I will then ask them to define “big,” which will prompt a vague response like, “Well, if it tastes garlicky enough in the pan, you’ll know.”
This figure-it-out-for-yourself approach to cooking is their way of life, the very essence of how they put their own stamp on whatever dish they make.
And it’s the reason why, when I get back home with the recipes, I usually need two or three tries to perfect them to my tastes. They never come out bad, and sometimes, they come out exquisite. But even during those times when I decipher the magic combination, I don’t write down the measurements, either. Once I get them right, I’m somehow able, like those yacht chefs, to remember and repeat, based on what looks and tastes right in the pan. I guess that when so much thought goes into something that’s so much fun to figure out, the human brain stores it in a file that always remains accessible.
Here are three of my favorite recipes and tips from superyacht chefs, with my personal guide to approximate measurements. Go ahead and tweak as little or as much as you like. Then when you get it just right, buy a cheap pan and some dish towels and impress your onboard guests.
LIR’s Paella
Ingredients:
One large sweet onion, finely chopped
Approx 10 Tbsp. olive oil
About 4 garlic cloves, chopped
4 or so tomatoes, peeled and chopped
1-2 cups shelled peas
1-2 cups green beans, in ¼-inch slices
About 2 Tbsp. sugar
Salt
About 1½ Tbsp. paprika
2 pinches saffron threads
4-6 cups Spanish paella rice or Arborio rice
6-8 cups vegetable stock
2 cups white wine
Fresh clams
Bay scallops
Directions:
Place the paella pan over medium heat.

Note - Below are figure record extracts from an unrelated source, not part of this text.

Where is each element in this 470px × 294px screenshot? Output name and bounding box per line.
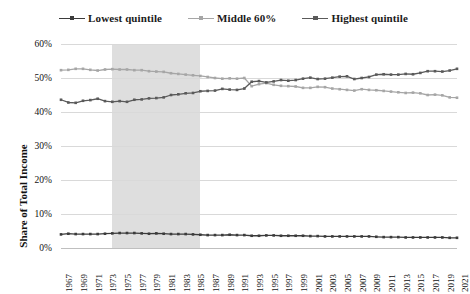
x-tick-label-1987: 1987 (211, 274, 221, 292)
data-point (170, 233, 173, 236)
x-tick-label-1999: 1999 (299, 274, 309, 292)
data-point (426, 70, 429, 73)
data-point (412, 236, 415, 239)
data-point (126, 68, 129, 71)
data-point (331, 87, 334, 90)
data-point (89, 99, 92, 102)
data-point (111, 101, 114, 104)
legend-item-middle-60[interactable]: Middle 60% (188, 12, 276, 24)
data-point (170, 94, 173, 97)
data-point (448, 69, 451, 72)
data-point (316, 235, 319, 238)
data-point (331, 76, 334, 79)
data-point (236, 77, 239, 80)
data-point (272, 234, 275, 237)
data-point (265, 81, 268, 84)
data-point (287, 85, 290, 88)
x-tick-label-2011: 2011 (387, 274, 397, 292)
data-point (360, 235, 363, 238)
data-point (126, 101, 129, 104)
data-point (419, 72, 422, 75)
data-point (382, 236, 385, 239)
data-point (184, 233, 187, 236)
data-point (148, 232, 151, 235)
data-point (89, 69, 92, 72)
data-point (448, 96, 451, 99)
x-tick-label-1985: 1985 (196, 274, 206, 292)
data-point (96, 233, 99, 236)
data-point (74, 68, 77, 71)
data-point (162, 96, 165, 99)
x-tick-label-1967: 1967 (64, 274, 74, 292)
data-point (280, 79, 283, 82)
legend-label-middle-60: Middle 60% (217, 12, 276, 24)
data-point (309, 235, 312, 238)
data-point (214, 77, 217, 80)
data-point (426, 236, 429, 239)
data-point (353, 78, 356, 81)
data-point (228, 77, 231, 80)
data-point (236, 234, 239, 237)
data-point (67, 101, 70, 104)
data-point (368, 76, 371, 79)
data-point (192, 74, 195, 77)
y-tick-label-30%: 30% (35, 141, 52, 151)
x-tick-label-2021: 2021 (460, 274, 470, 292)
data-point (118, 100, 121, 103)
data-point (228, 88, 231, 91)
data-point (148, 97, 151, 100)
data-point (280, 85, 283, 88)
data-point (74, 233, 77, 236)
data-point (390, 90, 393, 93)
data-point (126, 232, 129, 235)
data-point (206, 90, 209, 93)
data-point (338, 75, 341, 78)
data-point (96, 97, 99, 100)
legend-item-lowest-quintile[interactable]: Lowest quintile (59, 12, 162, 24)
y-tick-label-60%: 60% (35, 39, 52, 49)
y-tick-label-20%: 20% (35, 175, 52, 185)
data-point (309, 87, 312, 90)
x-tick-label-1993: 1993 (255, 274, 265, 292)
legend-item-highest-quintile[interactable]: Highest quintile (302, 12, 407, 24)
data-point (89, 233, 92, 236)
data-point (316, 86, 319, 89)
x-tick-label-2001: 2001 (314, 274, 324, 292)
data-point (250, 234, 253, 237)
data-point (111, 232, 114, 235)
data-point (236, 89, 239, 92)
data-point (382, 90, 385, 93)
data-point (302, 87, 305, 90)
data-point (96, 69, 99, 72)
data-point (184, 73, 187, 76)
data-point (456, 68, 459, 71)
data-point (133, 232, 136, 235)
data-point (228, 233, 231, 236)
x-tick-label-2003: 2003 (328, 274, 338, 292)
data-point (397, 73, 400, 76)
data-point (419, 236, 422, 239)
data-point (353, 235, 356, 238)
x-tick-label-2007: 2007 (358, 274, 368, 292)
data-point (258, 234, 261, 237)
data-point (243, 234, 246, 237)
x-tick-label-2005: 2005 (343, 274, 353, 292)
data-point (309, 76, 312, 79)
data-point (82, 68, 85, 71)
data-point (111, 68, 114, 71)
plot-area (61, 44, 457, 248)
data-point (104, 232, 107, 235)
data-point (294, 85, 297, 88)
data-point (419, 92, 422, 95)
data-point (287, 234, 290, 237)
data-point (360, 88, 363, 91)
data-point (368, 235, 371, 238)
data-point (280, 234, 283, 237)
data-point (294, 79, 297, 82)
data-point (397, 91, 400, 94)
data-point (324, 86, 327, 89)
data-point (456, 96, 459, 99)
series-lines (61, 44, 457, 248)
x-tick-label-1971: 1971 (94, 274, 104, 292)
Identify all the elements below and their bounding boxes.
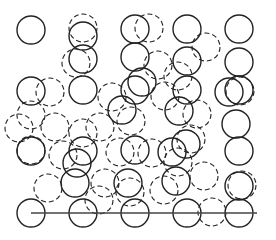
solid-circle bbox=[215, 78, 243, 106]
dashed-circle bbox=[106, 138, 134, 166]
solid-circle bbox=[222, 110, 250, 138]
solid-circle bbox=[173, 15, 201, 43]
solid-circle bbox=[225, 48, 253, 76]
dashed-circle bbox=[91, 169, 119, 197]
solid-circle bbox=[225, 76, 253, 104]
dashed-circle bbox=[198, 198, 226, 226]
dashed-circle bbox=[164, 148, 192, 176]
dashed-circle bbox=[190, 162, 218, 190]
solid-circles-layer bbox=[17, 15, 253, 227]
solid-circle bbox=[69, 76, 97, 104]
solid-circle bbox=[121, 136, 149, 164]
solid-circle bbox=[114, 169, 142, 197]
dashed-circle bbox=[228, 171, 256, 199]
circle-packing-diagram bbox=[0, 0, 276, 240]
dashed-circle bbox=[34, 174, 62, 202]
solid-circle bbox=[69, 22, 97, 50]
solid-circle bbox=[173, 47, 201, 75]
dashed-circle bbox=[69, 14, 97, 42]
dashed-circle bbox=[192, 33, 220, 61]
solid-circle bbox=[128, 68, 156, 96]
solid-circle bbox=[162, 167, 190, 195]
solid-circle bbox=[225, 172, 253, 200]
solid-circle bbox=[17, 137, 45, 165]
solid-circle bbox=[69, 45, 97, 73]
diagram-svg bbox=[0, 0, 276, 240]
dashed-circles-layer bbox=[5, 14, 256, 226]
solid-circle bbox=[108, 96, 136, 124]
solid-circle bbox=[121, 76, 149, 104]
solid-circle bbox=[225, 137, 253, 165]
dashed-circle bbox=[69, 119, 97, 147]
dashed-circle bbox=[116, 178, 144, 206]
dashed-circle bbox=[150, 176, 178, 204]
solid-circle bbox=[225, 15, 253, 43]
solid-circle bbox=[17, 16, 45, 44]
solid-circle bbox=[61, 169, 89, 197]
solid-circle bbox=[121, 43, 149, 71]
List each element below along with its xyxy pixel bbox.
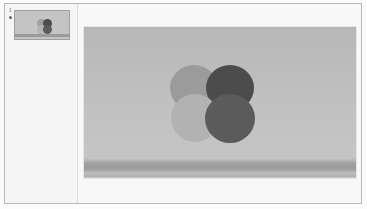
slide-marker-icon [9, 16, 12, 19]
slide-canvas[interactable] [84, 27, 356, 178]
slide-thumbnail-pane[interactable]: 1 [5, 4, 78, 203]
presentation-window: 1 [4, 3, 362, 204]
slide-number: 1 [9, 8, 12, 13]
thumb-band [15, 34, 69, 37]
slide-editor-area[interactable] [78, 4, 361, 203]
thumb-circle-bottom-right [43, 25, 52, 34]
circle-bottom-right[interactable] [205, 94, 255, 143]
decorative-band [84, 158, 356, 177]
slide-thumbnail-1[interactable] [14, 10, 70, 40]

Sauté the onion in olive oil. Add the garlic and sauté until tender but not too brown.
Add tomatoes, peas and green beans; sauté to blend, 1-2 minutes. Add sugar, salt, paprika, and saffron; then add the rice and stir to coat.
In a separate pot, bring vegetable stock and wine to a boil. Pour the liquid over the rice and vegetable mixture in batches, stirring almost constantly. As the liquid evaporates, add more. Continue to add liquid, along with pinches of salt, and stir and taste until the rice and flavor are the consistency you want.
Toward the end of cooking the rice, stir in the bay scallops.
Meanwhile, in a separate pot, steam the clams. (I steam them in a little bit of chopped onion, white wine, and water.) Once the clams open, place them around the top of the paella and serve.
Caviar Deviled Eggs and Potatoes
A motoryacht chef served these two easy-to-make recipes together during a cocktail party at a boat show in Antigua. You might think that deviled eggs and new potatoes are unremarkable, but serving them this way makes guests go gaga.
Deviled Egg Ingredients:
A dozen hardboiled eggs, shelled
About 2 Tbsp. mayonnaise
About 1 Tbsp. Dijon mustard
About 2 pinches of sugar
Paprika
Caviar of your choice
Caviar Potatoes Ingredients:
Bag of new potatoes
Sour cream
Caviar
Directions:
Slice the eggs in half and scoop out the yolks. Combine yolks with mayonnaise, mustard, and sugar. The consistency should be thick, not runny. Spoon the mixture back into the halved eggs. Shake paprika over all the deviled eggs, and then top half of the deviled eggs with a dollop of caviar.
Cook the potatoes as you prefer. I like to put them on a baking sheet and broil them with a little olive oil, salt and pepper. Once they’re cooked and cooled, slice off a little bit of each potato’s bottom so it will stand upright on a tray. Scoop out the top of each potato with a strawberry hulling tool or small spoon. Spoon sour cream into the hole at the top. Top half the potatoes with a dollop of caviar.
Infatuation’s Baked Stuffed Mussels
This recipe comes from a charter story I wrote about a decade ago in Italy aboard the 136-foot Jongert Infatuation. Baked stuffed mussels are simple to make; it’s the homemade breadcrumbs from this chef’s recipe that take the dish up a notch.
Ingredients:
Diced shallots
About 1 cup of white wine
Butter
Fresh-caught mussels
Directions:
Breadcrumbs (made to your personal taste from brioche, shallots, coriander, thyme, Parmesan, chives, butter and olive oil)
Steam the mussels in the shallots, wine, and butter, and then pick out the meat. Place three pieces of mussel meat in each empty shell. Cover with the breadcrumbs and broil until hot.